Turning east, ME 15 leads across a causeway to Scott's Landing on (big) Deer Isle. Another ten miles (16 km) south along ME 15 is Stonington, still truly a fishing village, summer resort, and former granite-quarrying town.

Beyond Stonington is Isle au Haut, part of Acadia National Park. A mail boat (tel 207-367-2468) will take you from Stonington over to Isle au Haut in less than an hour, and you can hike along the park trails—with no crowds in sight.

Stonington

The real Maine coast: a fishing and granite-quarrying town proud that it's no tourist trap. Come here also for the boat to Isle au Haut, part of Acadia National Park.

Windjammer in Stonington harbor, Maine
A Maine windjammer sails out of Stonington harbor.

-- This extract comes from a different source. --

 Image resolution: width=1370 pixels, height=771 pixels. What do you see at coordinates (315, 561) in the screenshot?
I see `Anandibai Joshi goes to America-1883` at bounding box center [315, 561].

Stonington: the town's name comes from its pink granite, still quarried and worked in small quantities. A monument in the town center—a bronze stone-cutter atop a block of Deer Isle granite—commemorates the craft.

Granite monument in Stonington, Maine

There's parking along the main street and in a lot (follow the signs). Note that the Town Dock is reserved for vehicles working in the fishing and lobster businesses—don't even think of parking there!

What to See & Do

Many visitors drive down to Stonington just for the day. The center of town is along Main Street at the harbor, from the Stonington Public Library to the Opera House art center (map). Main Street has a few small inns, restaurants and shops notable for their lack of hype.

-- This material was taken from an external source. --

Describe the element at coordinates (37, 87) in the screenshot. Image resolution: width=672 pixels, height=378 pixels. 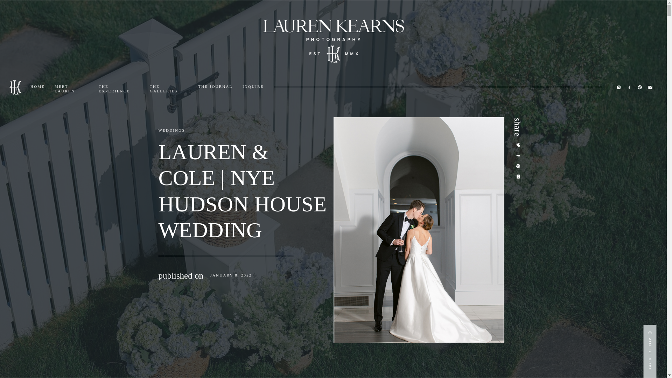
I see `HOME` at that location.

Tourists are easily outnumbered by locals, which makes Stonington an authentic place.

First thing to do is wander along the harbor, enjoy the views, and have an ice cream cone or a lobster roll at the Stonington Ice Cream Company near the library.

Stonington Ice Cream Company, Maine
Stonington Ice Cream Company on Main Street.
As you might have guessed, they also serve lobsters!

South of the library is the Maine Center for Coastal Fisheries' Discovery Wharf, a research facility and historical museum with exhibits about the local marine trades. More...

Photography in Stonington

Stonington is popular with photographers because if its unspoiled views and scenes full of character:

Lobster shack in Stonington, Maine
Lobster shack by Stonington harbor.

Where to Stay

 

Isle au Haut

The Isle au Haut Boat Services (also called "the Mail Boat") departs from Stonington for Isle au Haut pronounced "ILE-uh-HO"). Service to the Town of Isle au Haut Landing operates year-round. In the warm months, the boat also stops at the Acadia National Park Landing at Duck Harbor.

Besides the "mail boat" passenger and freight services, you can take a Penobscot Bay lighthouse tour, a tour to Seal Island to see puffins, and even lobster fishing tours. More...

So what's to do on Isle au Haut? Wander through the village or, if you debark at Duck Harbor, go hiking in this remote territory of Acadia National Park.